This thesis is also an effort to give insight on certain aspects of media: how the media in both Greece and Turkey function when it comes to the bilateral relations of the two countries; the impact they might have on the foreign policy formulation; the information they share with the public and how they are found and investigated; their relationship with the governments of the countries within which they operate.

We are to be faced with a broader belief of the public and some journalists, which will be met in the 2 Fourth Estate notion refers to the idea, developed by John Locke, that the best guarantee of good governance was

that elected legislators should be scrutinized by an independent media – ie. the media should be regarded as an autonomous “fourth estate” within the political system, whose job it was to continually monitor the other estates so that bad policy making and corruption would be immediately exposed. The media therefore needed to be granted the right to access all the necessary information to make their monitoring task possible. Independent media and the right to uncensored flow of information is a central idea of functioning democracies.

3 When it comes to democratic societies at least. 4 See Chapter 1

(12)

following section when media theories will be examined, that the media have more to offer than just being there to inform us. In both countries, media are sometimes thought of as manipulative and organizing public life, or being directly involved in it, instead of being strictly informative organs. Being a medium through which people are informed of the world, and the moves of their state toward their neighbor, is one thing; being an actor in the decision-making process is another. Just like having media covering events taking place that affect the foreign policy designed by a country is rather different than having media instigating improvements or fall – backs in bilateral relations.

Since the media have been the main source of information, it is only natural that their impact on the policies designed to affect our lives should be studied. Such is not the case, however, in this part of the world, where there is a small, if any, bibliography to connect media with decision-making process. This dissertation will be an effort to contribute some insight on the Greek – Turkish relations, within a different framework, other than history or international relations.

In the first chapter a presentation of the main media theories concerning media and their relations to foreign policy making will be made; it shall not be focused in the Greek – Turkish relations alone, since the subject is, as already mentioned, understudied. Instead, this presentation shall focus on what the scholars have observed about media – foreign policy formulation around the world, especially in the USA, where most media theories were formed.

After presenting the existing general theoretical framework, the mass media situation in Greece and Turkey will be examined, while “mix and matching” the theories mentioned in the first chapter to make one that suits this case better; in other words, which characteristics of the theories apply to this case and which do not will be shown, in order to then make more accurate observations about the way the media influence, if they do, the foreign policy formulation in both countries.

(13)

The third chapter will focus on press reports, from both countries, on three, rather different to each other, situations: Cyprus becoming a full member of the EU, since May 1st, 2004; the “dogfight” over the Aegean that resulted in the collision of a Greek and a Turkish aircraft, that in turn led to a Greek pilot losing his life in May 2006; and the ongoing, since 2008, procedure of the conversations between Erdoğan – Papandreou, mainly focusing on the Papandreou visit in Erzurum in January 2011.

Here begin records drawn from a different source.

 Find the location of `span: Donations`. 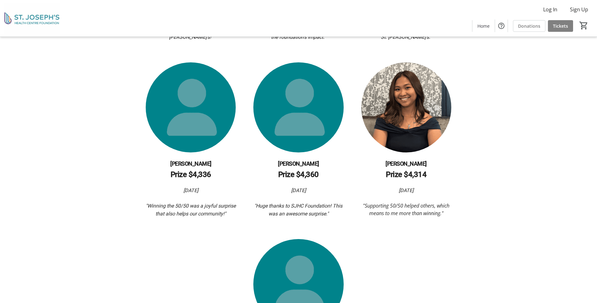

span: Donations is located at coordinates (529, 26).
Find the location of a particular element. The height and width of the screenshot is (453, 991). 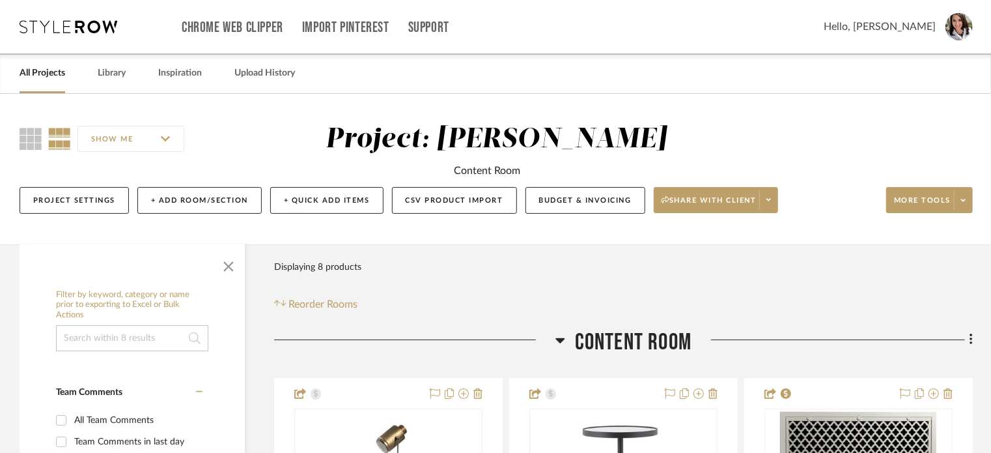

span: More tools is located at coordinates (922, 205).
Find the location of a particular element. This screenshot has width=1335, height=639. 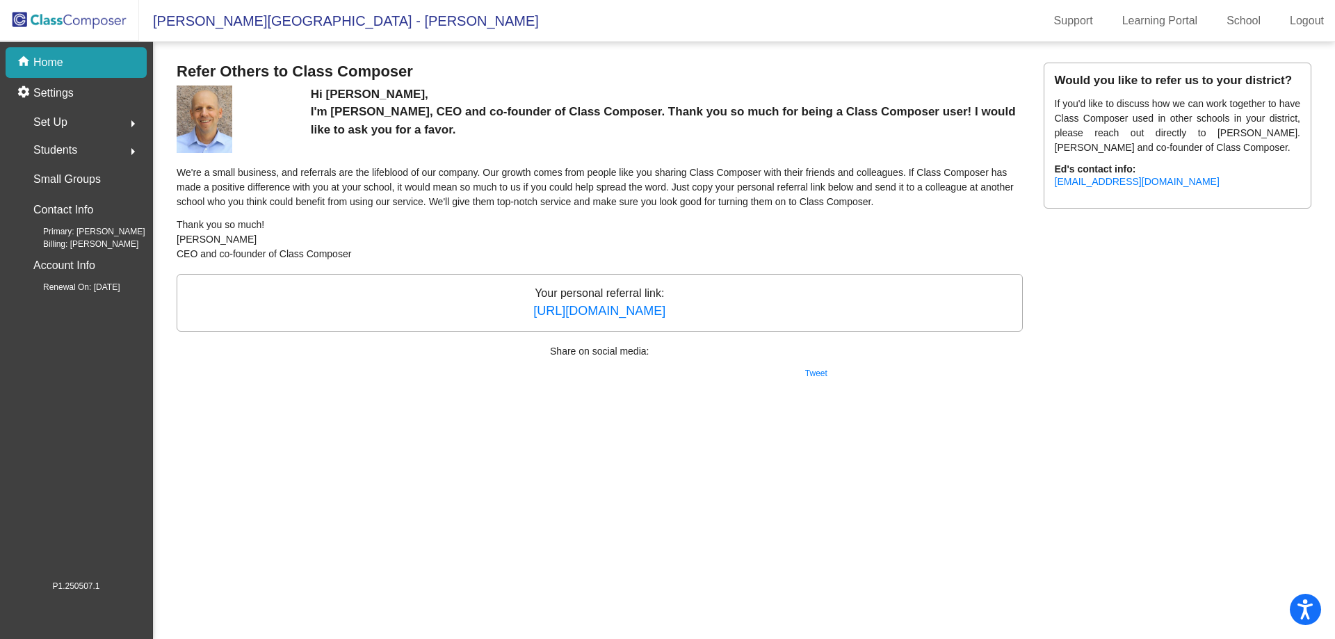

a: Support is located at coordinates (1074, 21).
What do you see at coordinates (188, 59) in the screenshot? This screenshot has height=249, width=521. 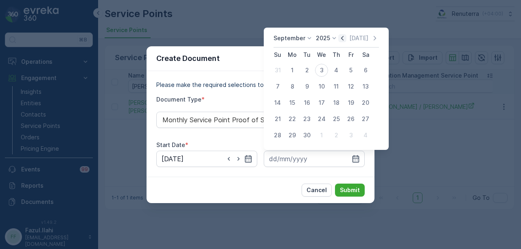 I see `p: Create Document` at bounding box center [188, 59].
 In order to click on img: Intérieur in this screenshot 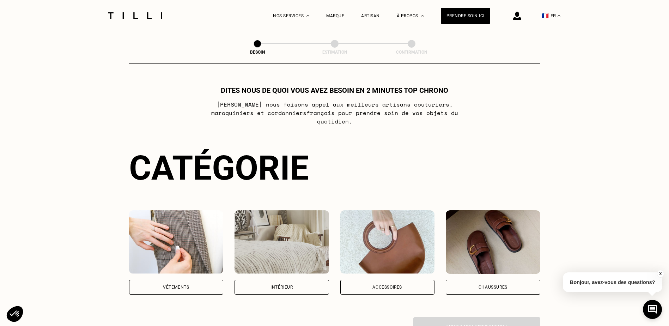, I will do `click(282, 242)`.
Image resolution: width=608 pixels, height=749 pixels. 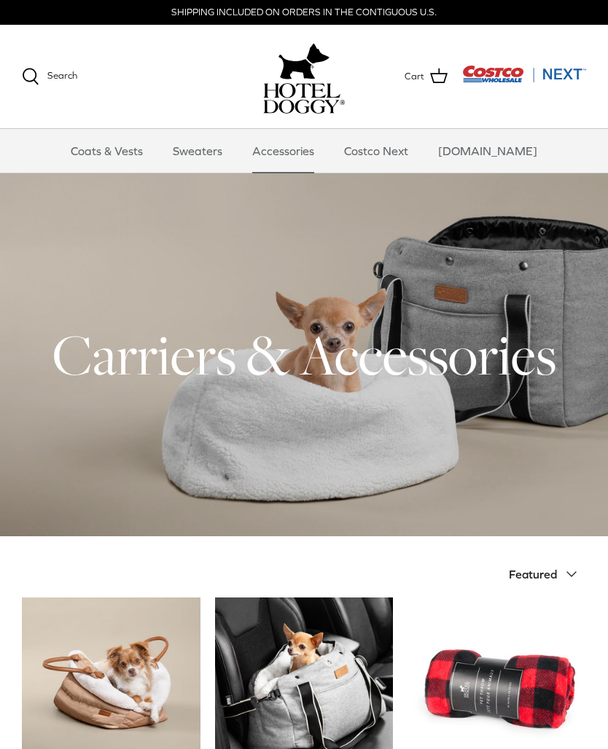 What do you see at coordinates (304, 355) in the screenshot?
I see `h1: Carriers & Accessories` at bounding box center [304, 355].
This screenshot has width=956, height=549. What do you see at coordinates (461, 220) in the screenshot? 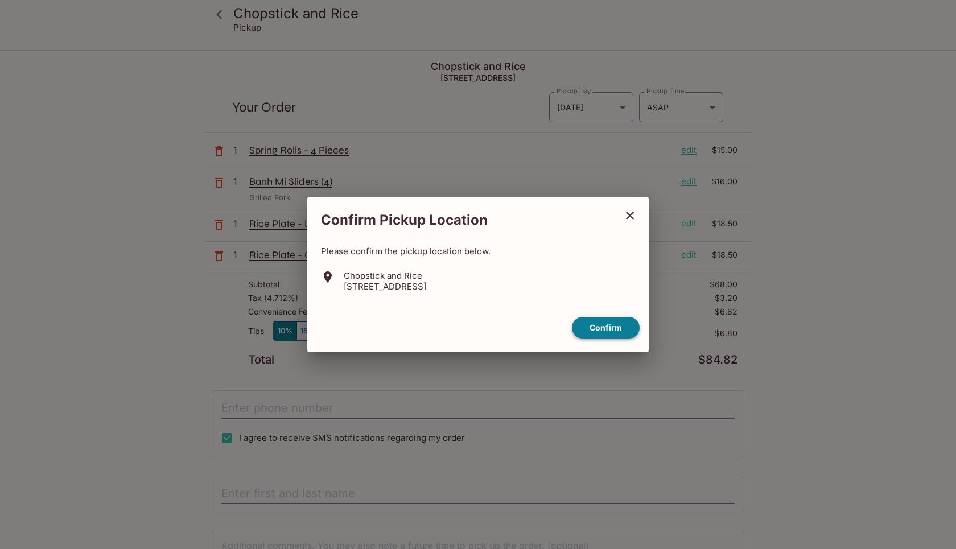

The reason why these three situations have been chosen to be examined is that they represent three different phases that are usually met in Greek – Turkish relations: the international organization notion, especially as far as the EU is concerned, is always in the picture. Since Greece is already a full member of the EU, while Turkey is not, even though it has been seeking to be one for many years, the EU 'backing up' Greece in every dispute concept is always there. The “dogfight” incidents have become a part of the everyday life in both countries; especially in the Greek society, since these “dogfights” have become a subject the media seem to be very fond of, more than in Turkey, where those incidents are mentioned only in the case of accidents or collisions; this 'distorted routine', and the media response, the official line on the matter, along with how the media and the state influence each other under this perspective should be examined. Last, the ongoing procedure of discussions on the level of state leaders and their denial, if not in all cases, then in most of them, to disclose to the media what is being said during those meetings, as well as the media's reactions and their outcome, are all to be examined in the third chapter.

The three aforementioned cases shall be examined within the framework drawn in the second chapter, and some conclusions about the way the media can be involved in the bilateral relation of Greece and Turkey, and whether they can influence the foreign policy being designed by the official states, will have been reached by the time this thesis reaches its final chapter.

(14)

It shall be observed by the reader that, throughout this research, the public opinion factor is not being examined. Even though the public is, at the end of the day, all the media and the foreign policy makers care about (since the audience is the receiver of the media's message, and the officials certainly seek for legitimization of their actions from it), it has, however, been thought of as not participating in policy formulation5 - as far as both internal and foreign affairs are considered. Moreover, putting one more factor under consideration in this already complex subject would, in my opinion, lead to the addition of more questions instead of being helpful to the effort of reaching a conclusion.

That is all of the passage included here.